The Kansas Energy Bill, HB 2014
Top Ten Consequences
of a Sustained Governor's Veto.
1. If we fail to expand our energy capabilities here in Kansas, a plant will likely be built in Holly, Colorado, just 20 miles west of our Kansas border. Colorado will have the benefits of the new jobs, the revenue they create and affordable energy for their citizens.
2. Kansas will have missed out on a 3.6 billion dollar investment and the 2,500 construction jobs that it would have produced for the estimated four years needed to complete construction, not to mention the loss of the 300 permanent jobs needed to operate the plant.
3. The infrastructure that would have made additional wind farms possible will not be built unless the Kansas energy expansion bill becomes law.
4. Additional wind power expansion (20% by 2020) is part of the Kansas comprehensive energy expansion. If the energy bill is vetoed, and that veto is sustained, wind power expansion in Kansas would have to find a different source of revenue. Most likely it would need to be subsidized by taxpayers.
5. Kansas will continue to have an unstable regulatory climate that is not conducive to attracting new business to the state. In 2007, Kansas Secretary of Health and Environment, Roderick Bremby, overruled his own professional staff and denied Sunflower Electric the air-quality permits that would allow for the expansion of their plant in southwest Kansas even though the proposed expansion would meet and exceeded the provisions of the Federal Clean Air Act.
6. Ratepayers, farmers, urban dwellers, businesses, schools, hospitals, etc will be forced to pay higher rates for the energy they consume. Estimates are that within a few years ratepayers will be faced with a 38% increase in energy cost. Energy will have to be imported to meet our growing demands. Imported energy is much more expensive!
7. A base load energy deficiency and higher prices for imported energy will make Kansas less attractive than its neighboring states for prospective businesses. This will mean the loss of additional job opportunities for our state.
8. The jobs and the technology used to create Bio-diesel from captured CO 2 emissions will probably be employed somewhere else, perhaps in China.
9. All the revenue that would have been generated by the energy expansion will be lost including revenues obtained from future energy exports. Kansas is looking at a 1.1 billion dollar deficit for fiscal year 2010. Using stimulus money to cover that deficit would only be a temporary fix. We need job creation, not taxation, to produce the revenue needed for our state.
10. Without passage of HB 2014 the financial burden for any alternative energy expansion projects, if they are to be done at all, will undoubtedly fall on the taxpayers in our state. Couple that with higher rates for energy and lost job opportunities and it spells disaster for our Kansas economy.
The Kansas Comprehensive Energy Expansion Bill, HB 2014, has state of the art provisions for developing alternative sources of energy. Without passage of this bill many of these alternative energy sources will not become reality. Alternative sources of energy production are supplemental sources only. Wind and solar, in themselves, cannot consistently provide all our energy needs. There are three base line sources of energy production, coal, nuclear, and gas. The use of gas is more expensive and would put energy producers in direct competition with homeowners possibly driving up natural gas prices. Nuclear is a good source of energy production, Wolf Creek is a fine example, but many are uncomfortable with nuclear energy and the problem and expense of nuclear waste disposal. Coal is abundant and the least expensive. Clean coal technology has come a long way since 1940.
The Kansas House passed the energy expansion bill on final action by a vote of 79-44 with two legislators absent. That was five, or possibly three, votes shy of the 84 votes needed to override the veto promised by Governor Sebelius. The prospect of someone new at the helm, Mark Parkinson, gives me hope that what's best for Kansas will take priority over political posturing.
Kansas must restrain the urge to raise taxes, curtail excessive spending, create jobs, secure affordable energy for our future and encourage an environment that is business friendly if we are to be fiscally responsible. Passage of the Kansas Comprehensive Energy Expansion Bill will bring us closer to making these goals a reality.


*ACTIVITY*
Each line below that includes "Ursa" counts once; report the total and nothing more.
━━━━━━━━
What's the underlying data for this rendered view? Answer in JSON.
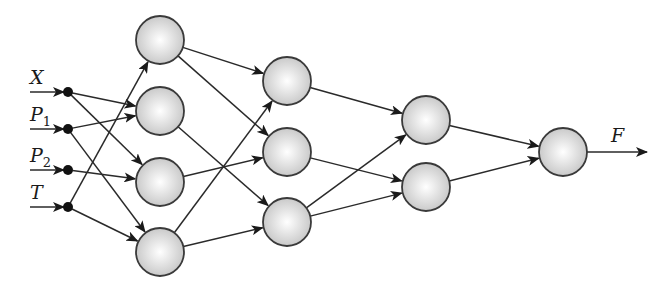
{
  "diagram": {
    "type": "neural-network",
    "inputs": [
      {
        "id": "X",
        "label": "X",
        "sub": "",
        "x": 68,
        "y": 92
      },
      {
        "id": "P1",
        "label": "P",
        "sub": "1",
        "x": 68,
        "y": 129
      },
      {
        "id": "P2",
        "label": "P",
        "sub": "2",
        "x": 68,
        "y": 170
      },
      {
        "id": "T",
        "label": "T",
        "sub": "",
        "x": 68,
        "y": 207
      }
    ],
    "layers": [
      {
        "name": "hidden-1",
        "nodes": [
          {
            "id": "h1a",
            "x": 160,
            "y": 40
          },
          {
            "id": "h1b",
            "x": 160,
            "y": 111
          },
          {
            "id": "h1c",
            "x": 160,
            "y": 182
          },
          {
            "id": "h1d",
            "x": 160,
            "y": 252
          }
        ]
      },
      {
        "name": "hidden-2",
        "nodes": [
          {
            "id": "h2a",
            "x": 287,
            "y": 81
          },
          {
            "id": "h2b",
            "x": 287,
            "y": 152
          },
          {
            "id": "h2c",
            "x": 287,
            "y": 222
          }
        ]
      },
      {
        "name": "hidden-3",
        "nodes": [
          {
            "id": "h3a",
            "x": 426,
            "y": 120
          },
          {
            "id": "h3b",
            "x": 426,
            "y": 187
          }
        ]
      },
      {
        "name": "output",
        "nodes": [
          {
            "id": "out",
            "x": 563,
            "y": 152
          }
        ]
      }
    ],
    "edges": [
      [
        "X",
        "h1b"
      ],
      [
        "X",
        "h1c"
      ],
      [
        "P1",
        "h1b"
      ],
      [
        "P1",
        "h1d"
      ],
      [
        "P2",
        "h1c"
      ],
      [
        "T",
        "h1a"
      ],
      [
        "T",
        "h1d"
      ],
      [
        "h1a",
        "h2a"
      ],
      [
        "h1a",
        "h2b"
      ],
      [
        "h1b",
        "h2c"
      ],
      [
        "h1c",
        "h2b"
      ],
      [
        "h1d",
        "h2a"
      ],
      [
        "h1d",
        "h2c"
      ],
      [
        "h2a",
        "h3a"
      ],
      [
        "h2b",
        "h3b"
      ],
      [
        "h2c",
        "h3a"
      ],
      [
        "h2c",
        "h3b"
      ],
      [
        "h3a",
        "out"
      ],
      [
        "h3b",
        "out"
      ]
    ],
    "output_label": "F",
    "node_radius": 24,
    "colors": {
      "node_fill_center": "#ffffff",
      "node_fill_edge": "#c8c8c8",
      "stroke": "#2a2a2a"
    }
  }
}
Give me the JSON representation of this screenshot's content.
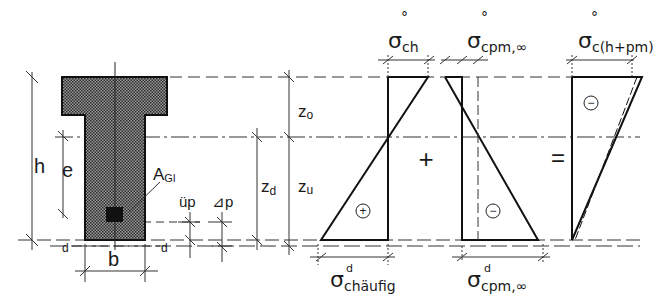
{
  "cross_section": {
    "height_label": "h",
    "eccentricity_label": "e",
    "tendon_area_label": "A",
    "tendon_area_sub": "Gl",
    "width_label": "b",
    "cover_left_label": "d",
    "cover_right_label": "d",
    "offset_up_label": "üp",
    "offset_dp_label": "⊿p"
  },
  "dimensions": {
    "z_top_label": "z",
    "z_top_sub": "o",
    "z_bottom_label": "z",
    "z_bottom_sub": "u",
    "z_d_label": "z",
    "z_d_sub": "d"
  },
  "diagram_1": {
    "top_label": "σ",
    "top_sup": "°",
    "top_sub": "ch",
    "bottom_label": "σ",
    "bottom_sup": "d",
    "bottom_sub": "chäufig",
    "sign": "+"
  },
  "operator_plus": "+",
  "diagram_2": {
    "top_label": "σ",
    "top_sup": "°",
    "top_sub": "cpm,∞",
    "bottom_label": "σ",
    "bottom_sup": "d",
    "bottom_sub": "cpm,∞",
    "sign": "−"
  },
  "operator_equals": "=",
  "diagram_3": {
    "top_label": "σ",
    "top_sup": "°",
    "top_sub": "c(h+pm)",
    "sign": "−"
  }
}
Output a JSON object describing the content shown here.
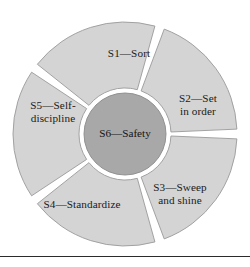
{
  "figure": {
    "name": "5S plus Safety wheel diagram",
    "colors": {
      "segment_fill": "#d4d4d4",
      "segment_stroke": "#9a9a9a",
      "center_fill": "#a8a8a8",
      "center_stroke": "#8a8a8a",
      "gap": "#ffffff",
      "text": "#1a1a1a",
      "rule": "#2b2b2b",
      "background": "#ffffff"
    },
    "geometry": {
      "center_x": 125,
      "center_y": 134,
      "outer_radius": 112,
      "inner_radius": 46,
      "hub_radius": 41,
      "gap_degrees": 5
    },
    "center": {
      "label": "S6—Safety"
    },
    "segments": [
      {
        "id": "s1",
        "label": "S1—Sort",
        "lines": [
          "S1—Sort"
        ],
        "start_angle": -54,
        "end_angle": 18,
        "label_x": 129,
        "label_y": 54
      },
      {
        "id": "s2",
        "label": "S2—Set in order",
        "lines": [
          "S2—Set",
          "in order"
        ],
        "start_angle": 18,
        "end_angle": 90,
        "label_x": 198,
        "label_y": 105
      },
      {
        "id": "s3",
        "label": "S3—Sweep and shine",
        "lines": [
          "S3—Sweep",
          "and shine"
        ],
        "start_angle": 90,
        "end_angle": 162,
        "label_x": 180,
        "label_y": 194
      },
      {
        "id": "s4",
        "label": "S4—Standardize",
        "lines": [
          "S4—Standardize"
        ],
        "start_angle": 162,
        "end_angle": 234,
        "label_x": 82,
        "label_y": 205
      },
      {
        "id": "s5",
        "label": "S5—Self-discipline",
        "lines": [
          "S5—Self-",
          "discipline"
        ],
        "start_angle": 234,
        "end_angle": 306,
        "label_x": 53,
        "label_y": 112
      }
    ],
    "rule": {
      "label": "horizontal separator rule"
    }
  }
}
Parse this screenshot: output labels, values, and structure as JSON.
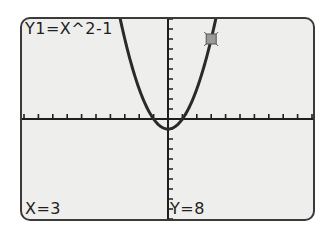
{
  "screen": {
    "equation_label": "Y1=X^2-1",
    "trace_x_label": "X=3",
    "trace_y_label": "Y=8"
  },
  "colors": {
    "screen_bg": "#eeeeec",
    "ink": "#1e1e1e",
    "cursor_fill": "#9a9a9a"
  },
  "chart_data": {
    "type": "line",
    "title": "Y1=X^2-1",
    "function": "y = x^2 - 1",
    "xlabel": "",
    "ylabel": "",
    "xlim": [
      -10,
      10
    ],
    "ylim": [
      -10,
      10
    ],
    "xscl": 1,
    "yscl": 1,
    "grid": false,
    "series": [
      {
        "name": "Y1",
        "x": [
          -3.3,
          -3,
          -2,
          -1,
          0,
          1,
          2,
          3,
          3.3
        ],
        "y": [
          9.89,
          8,
          3,
          0,
          -1,
          0,
          3,
          8,
          9.89
        ]
      }
    ],
    "trace_point": {
      "x": 3,
      "y": 8
    },
    "annotations": [
      "X=3",
      "Y=8"
    ]
  }
}
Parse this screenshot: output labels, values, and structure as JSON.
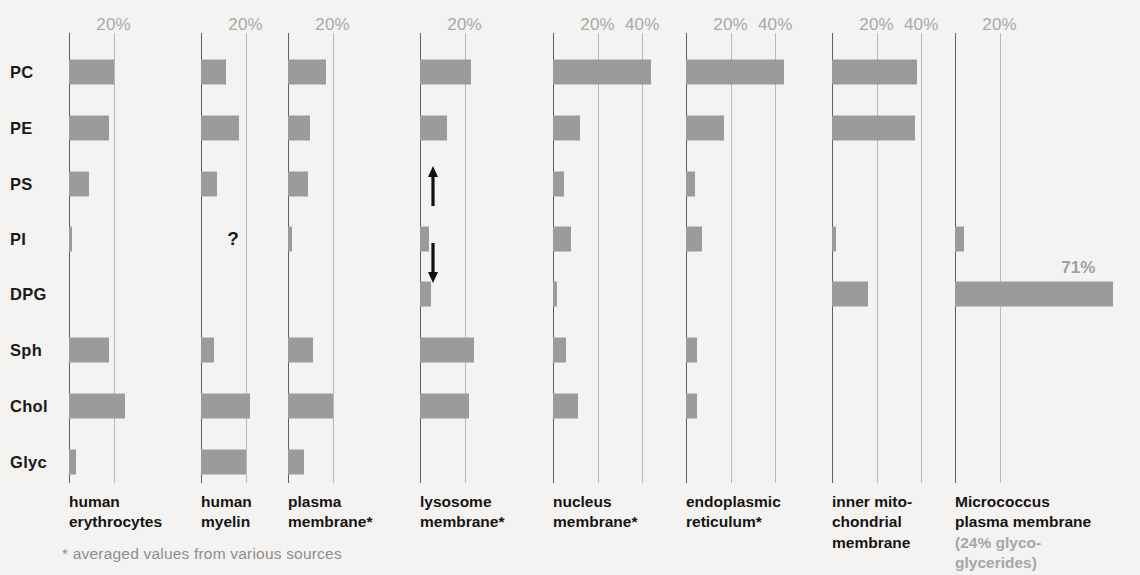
{
  "chart_data": {
    "type": "bar",
    "orientation": "horizontal",
    "xlabel": "",
    "ylabel": "",
    "unit": "%",
    "grid": true,
    "legend_position": "none",
    "categories": [
      "PC",
      "PE",
      "PS",
      "PI",
      "DPG",
      "Sph",
      "Chol",
      "Glyc"
    ],
    "category_full_names": [
      "Phosphatidylcholine",
      "Phosphatidylethanolamine",
      "Phosphatidylserine",
      "Phosphatidylinositol",
      "Diphosphatidylglycerol (cardiolipin)",
      "Sphingomyelin",
      "Cholesterol",
      "Glycolipids"
    ],
    "series": [
      {
        "name": "human erythrocytes",
        "caption": "human\nerythrocytes",
        "ticks": [
          20
        ],
        "xmax": 26,
        "values": [
          20,
          18,
          9,
          1,
          0,
          18,
          25,
          3
        ]
      },
      {
        "name": "human myelin",
        "caption": "human\nmyelin",
        "ticks": [
          20
        ],
        "xmax": 26,
        "values": [
          11,
          17,
          7,
          null,
          0,
          6,
          22,
          20
        ],
        "unknown_marker": {
          "category": "PI",
          "symbol": "?"
        }
      },
      {
        "name": "plasma membrane*",
        "caption": "plasma\nmembrane*",
        "ticks": [
          20
        ],
        "xmax": 26,
        "values": [
          17,
          10,
          9,
          2,
          0,
          11,
          20,
          7
        ]
      },
      {
        "name": "lysosome membrane*",
        "caption": "lysosome\nmembrane*",
        "ticks": [
          20
        ],
        "xmax": 26,
        "values": [
          23,
          12,
          0,
          4,
          5,
          24,
          22,
          0
        ],
        "variability_arrows": {
          "between": [
            "PS",
            "DPG"
          ],
          "note": "variable range"
        }
      },
      {
        "name": "nucleus membrane*",
        "caption": "nucleus\nmembrane*",
        "ticks": [
          20,
          40
        ],
        "xmax": 48,
        "values": [
          44,
          12,
          5,
          8,
          2,
          6,
          11,
          0
        ]
      },
      {
        "name": "endoplasmic reticulum*",
        "caption": "endoplasmic\nreticulum*",
        "ticks": [
          20,
          40
        ],
        "xmax": 48,
        "values": [
          44,
          17,
          4,
          7,
          0,
          5,
          5,
          0
        ]
      },
      {
        "name": "inner mitochondrial membrane",
        "caption": "inner mito-\nchondrial\nmembrane",
        "ticks": [
          20,
          40
        ],
        "xmax": 48,
        "values": [
          38,
          37,
          0,
          2,
          16,
          0,
          0,
          0
        ]
      },
      {
        "name": "Micrococcus plasma membrane",
        "caption": "Micrococcus\nplasma membrane",
        "subcaption": "(24% glyco-\nglycerides)",
        "ticks": [
          20
        ],
        "xmax": 80,
        "values": [
          0,
          0,
          0,
          4,
          71,
          0,
          0,
          0
        ],
        "data_labels": {
          "DPG": "71%"
        }
      }
    ],
    "footnote": "* averaged values from various sources"
  },
  "colors": {
    "bar": "#9b9b9b",
    "baseline": "#5e5e5e",
    "gridline": "#b9b9b9",
    "tick_text": "#a9a9a9",
    "label_text": "#1a1a1a",
    "muted_text": "#a6a6a6",
    "background": "#f4f3f1"
  }
}
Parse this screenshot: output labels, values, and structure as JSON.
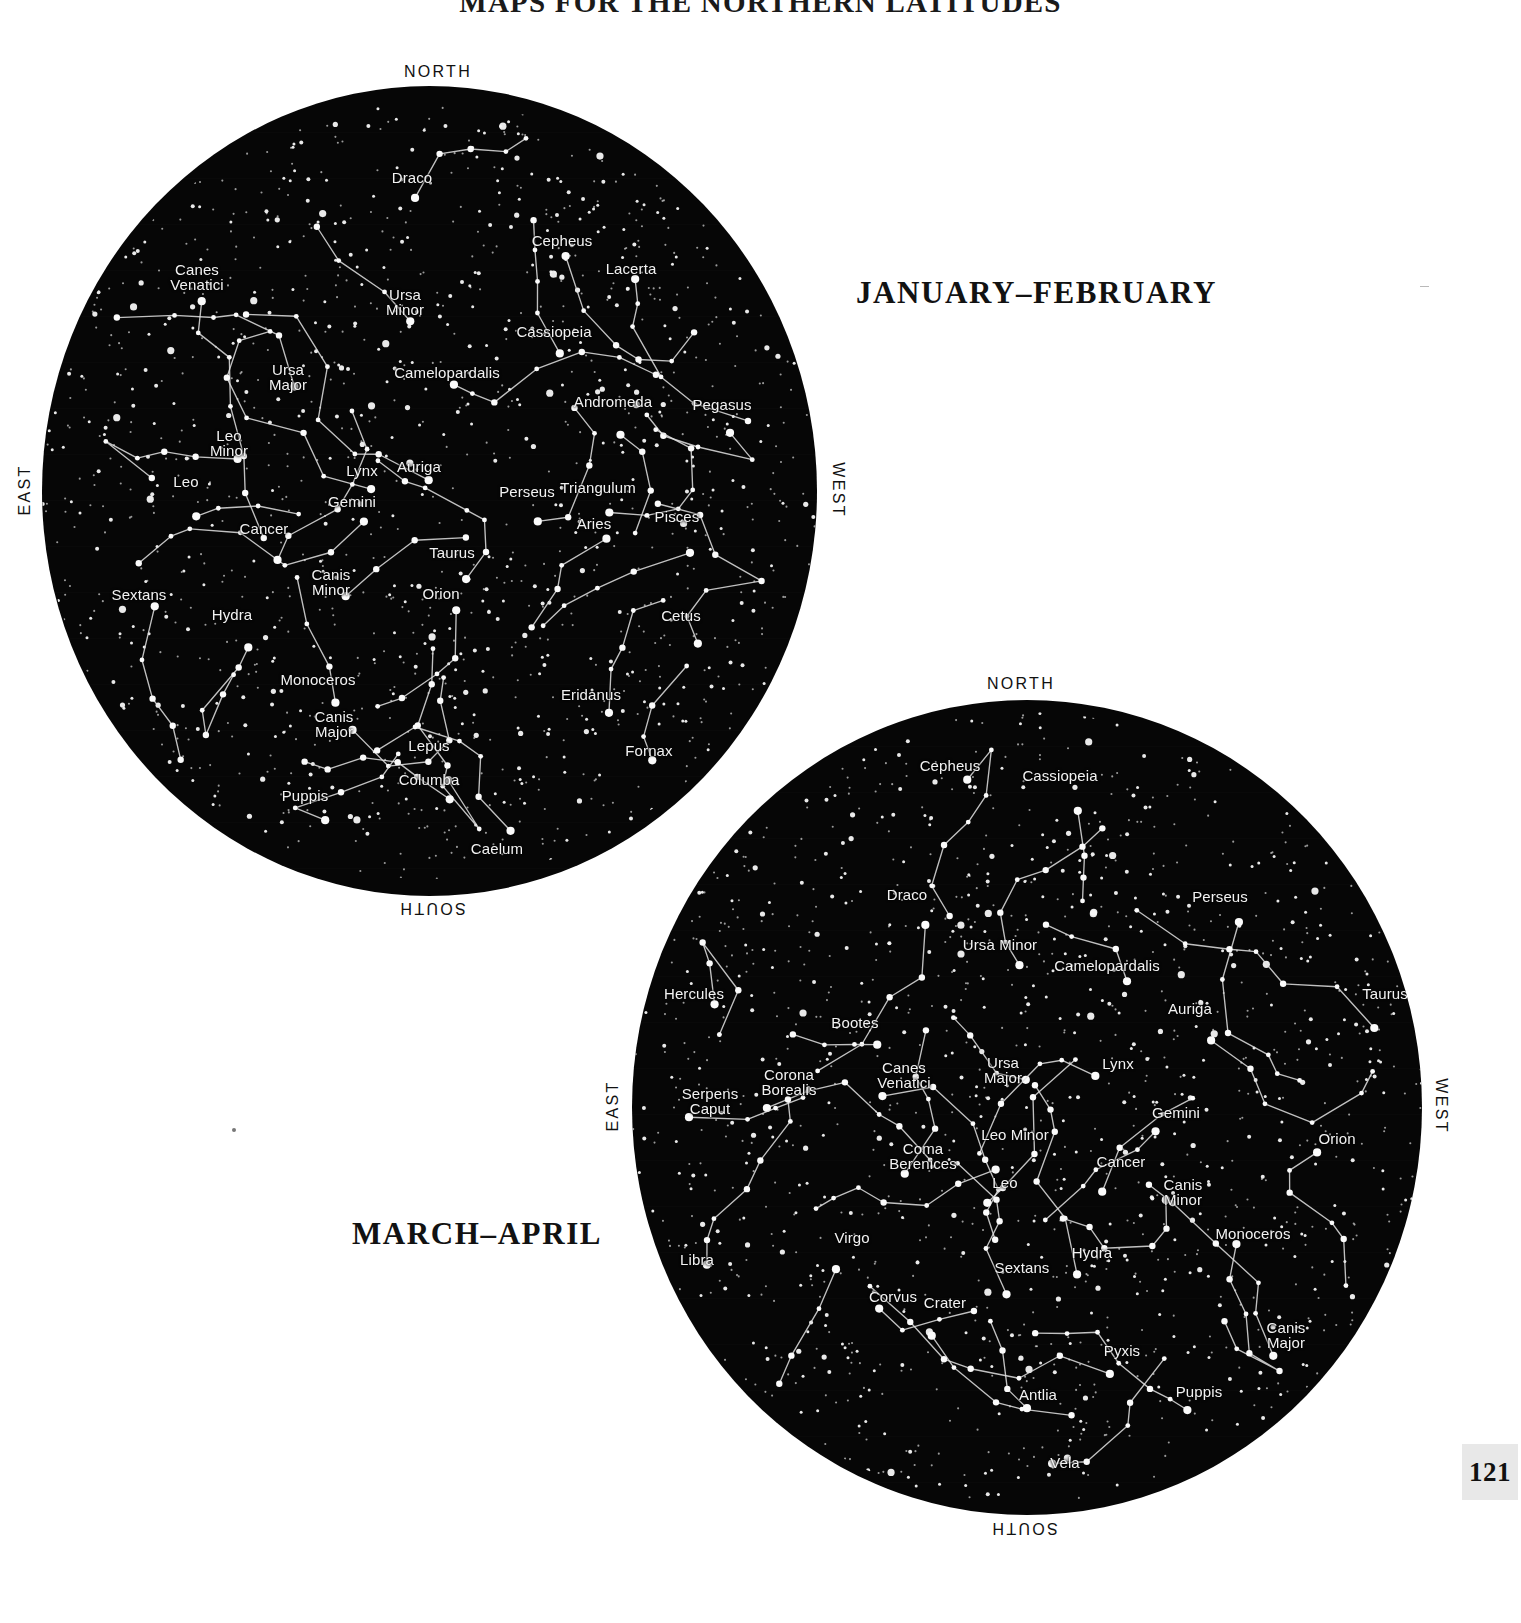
{
  "page": {
    "title": "MAPS FOR THE NORTHERN LATITUDES",
    "number": "121"
  },
  "charts": [
    {
      "id": "chart1",
      "season_label": "JANUARY–FEBRUARY",
      "compass": {
        "north": "NORTH",
        "south": "SOUTH",
        "east": "EAST",
        "west": "WEST"
      },
      "constellations": [
        "Draco",
        "Cepheus",
        "Lacerta",
        "Canes\nVenatici",
        "Ursa\nMinor",
        "Cassiopeia",
        "Ursa\nMajor",
        "Camelopardalis",
        "Andromeda",
        "Pegasus",
        "Leo\nMinor",
        "Lynx",
        "Auriga",
        "Leo",
        "Perseus",
        "Triangulum",
        "Gemini",
        "Aries",
        "Pisces",
        "Cancer",
        "Taurus",
        "Canis\nMinor",
        "Orion",
        "Sextans",
        "Hydra",
        "Cetus",
        "Monoceros",
        "Eridanus",
        "Canis\nMajor",
        "Lepus",
        "Fornax",
        "Puppis",
        "Columba",
        "Caelum"
      ]
    },
    {
      "id": "chart2",
      "season_label": "MARCH–APRIL",
      "compass": {
        "north": "NORTH",
        "south": "SOUTH",
        "east": "EAST",
        "west": "WEST"
      },
      "constellations": [
        "Cepheus",
        "Cassiopeia",
        "Draco",
        "Perseus",
        "Ursa Minor",
        "Camelopardalis",
        "Hercules",
        "Auriga",
        "Taurus",
        "Bootes",
        "Ursa\nMajor",
        "Lynx",
        "Corona\nBorealis",
        "Canes\nVenatici",
        "Serpens\nCaput",
        "Gemini",
        "Orion",
        "Leo Minor",
        "Cancer",
        "Coma\nBerenices",
        "Leo",
        "Canis\nMinor",
        "Monoceros",
        "Virgo",
        "Sextans",
        "Hydra",
        "Libra",
        "Corvus",
        "Crater",
        "Canis\nMajor",
        "Pyxis",
        "Puppis",
        "Antlia",
        "Vela"
      ]
    }
  ],
  "chart_data": {
    "type": "scatter",
    "title": "MAPS FOR THE NORTHERN LATITUDES",
    "subtitle": "Star charts of the northern sky",
    "xlabel": "",
    "ylabel": "",
    "legend_position": "none",
    "grid": false,
    "panels": [
      {
        "name": "JANUARY–FEBRUARY",
        "projection": "polar-horizon",
        "center_x": 430,
        "center_y": 491,
        "radius": 388,
        "cardinal_points": {
          "top": "NORTH",
          "bottom": "SOUTH",
          "left": "EAST",
          "right": "WEST"
        },
        "labels": [
          {
            "text": "Draco",
            "x": 412,
            "y": 170
          },
          {
            "text": "Cepheus",
            "x": 562,
            "y": 233
          },
          {
            "text": "Lacerta",
            "x": 631,
            "y": 261
          },
          {
            "text": "Canes\nVenatici",
            "x": 197,
            "y": 262
          },
          {
            "text": "Ursa\nMinor",
            "x": 405,
            "y": 287
          },
          {
            "text": "Cassiopeia",
            "x": 554,
            "y": 324
          },
          {
            "text": "Ursa\nMajor",
            "x": 288,
            "y": 362
          },
          {
            "text": "Camelopardalis",
            "x": 447,
            "y": 365
          },
          {
            "text": "Andromeda",
            "x": 613,
            "y": 394
          },
          {
            "text": "Pegasus",
            "x": 722,
            "y": 397
          },
          {
            "text": "Leo\nMinor",
            "x": 229,
            "y": 428
          },
          {
            "text": "Lynx",
            "x": 362,
            "y": 463
          },
          {
            "text": "Auriga",
            "x": 419,
            "y": 459
          },
          {
            "text": "Leo",
            "x": 186,
            "y": 474
          },
          {
            "text": "Perseus",
            "x": 527,
            "y": 484
          },
          {
            "text": "Triangulum",
            "x": 598,
            "y": 480
          },
          {
            "text": "Gemini",
            "x": 352,
            "y": 494
          },
          {
            "text": "Aries",
            "x": 594,
            "y": 516
          },
          {
            "text": "Pisces",
            "x": 677,
            "y": 509
          },
          {
            "text": "Cancer",
            "x": 264,
            "y": 521
          },
          {
            "text": "Taurus",
            "x": 452,
            "y": 545
          },
          {
            "text": "Canis\nMinor",
            "x": 331,
            "y": 567
          },
          {
            "text": "Orion",
            "x": 441,
            "y": 586
          },
          {
            "text": "Sextans",
            "x": 139,
            "y": 587
          },
          {
            "text": "Hydra",
            "x": 232,
            "y": 607
          },
          {
            "text": "Cetus",
            "x": 681,
            "y": 608
          },
          {
            "text": "Monoceros",
            "x": 318,
            "y": 672
          },
          {
            "text": "Eridanus",
            "x": 591,
            "y": 687
          },
          {
            "text": "Canis\nMajor",
            "x": 334,
            "y": 709
          },
          {
            "text": "Lepus",
            "x": 429,
            "y": 738
          },
          {
            "text": "Fornax",
            "x": 649,
            "y": 743
          },
          {
            "text": "Puppis",
            "x": 305,
            "y": 788
          },
          {
            "text": "Columba",
            "x": 429,
            "y": 772
          },
          {
            "text": "Caelum",
            "x": 497,
            "y": 841
          }
        ]
      },
      {
        "name": "MARCH–APRIL",
        "projection": "polar-horizon",
        "center_x": 1027,
        "center_y": 1108,
        "radius": 396,
        "cardinal_points": {
          "top": "NORTH",
          "bottom": "SOUTH",
          "left": "EAST",
          "right": "WEST"
        },
        "labels": [
          {
            "text": "Cepheus",
            "x": 950,
            "y": 758
          },
          {
            "text": "Cassiopeia",
            "x": 1060,
            "y": 768
          },
          {
            "text": "Draco",
            "x": 907,
            "y": 887
          },
          {
            "text": "Perseus",
            "x": 1220,
            "y": 889
          },
          {
            "text": "Ursa Minor",
            "x": 1000,
            "y": 937
          },
          {
            "text": "Camelopardalis",
            "x": 1107,
            "y": 958
          },
          {
            "text": "Hercules",
            "x": 694,
            "y": 986
          },
          {
            "text": "Auriga",
            "x": 1190,
            "y": 1001
          },
          {
            "text": "Taurus",
            "x": 1385,
            "y": 986
          },
          {
            "text": "Bootes",
            "x": 855,
            "y": 1015
          },
          {
            "text": "Ursa\nMajor",
            "x": 1003,
            "y": 1055
          },
          {
            "text": "Lynx",
            "x": 1118,
            "y": 1056
          },
          {
            "text": "Corona\nBorealis",
            "x": 789,
            "y": 1067
          },
          {
            "text": "Canes\nVenatici",
            "x": 904,
            "y": 1060
          },
          {
            "text": "Serpens\nCaput",
            "x": 710,
            "y": 1086
          },
          {
            "text": "Gemini",
            "x": 1176,
            "y": 1105
          },
          {
            "text": "Orion",
            "x": 1337,
            "y": 1131
          },
          {
            "text": "Leo Minor",
            "x": 1015,
            "y": 1127
          },
          {
            "text": "Cancer",
            "x": 1121,
            "y": 1154
          },
          {
            "text": "Coma\nBerenices",
            "x": 923,
            "y": 1141
          },
          {
            "text": "Leo",
            "x": 1005,
            "y": 1175
          },
          {
            "text": "Canis\nMinor",
            "x": 1183,
            "y": 1177
          },
          {
            "text": "Monoceros",
            "x": 1253,
            "y": 1226
          },
          {
            "text": "Virgo",
            "x": 852,
            "y": 1230
          },
          {
            "text": "Sextans",
            "x": 1022,
            "y": 1260
          },
          {
            "text": "Hydra",
            "x": 1092,
            "y": 1245
          },
          {
            "text": "Libra",
            "x": 697,
            "y": 1252
          },
          {
            "text": "Corvus",
            "x": 893,
            "y": 1289
          },
          {
            "text": "Crater",
            "x": 945,
            "y": 1295
          },
          {
            "text": "Canis\nMajor",
            "x": 1286,
            "y": 1320
          },
          {
            "text": "Pyxis",
            "x": 1122,
            "y": 1343
          },
          {
            "text": "Puppis",
            "x": 1199,
            "y": 1384
          },
          {
            "text": "Antlia",
            "x": 1038,
            "y": 1387
          },
          {
            "text": "Vela",
            "x": 1065,
            "y": 1455
          }
        ]
      }
    ]
  }
}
━━━━━━━━
*FINISHED EXERCISE*
8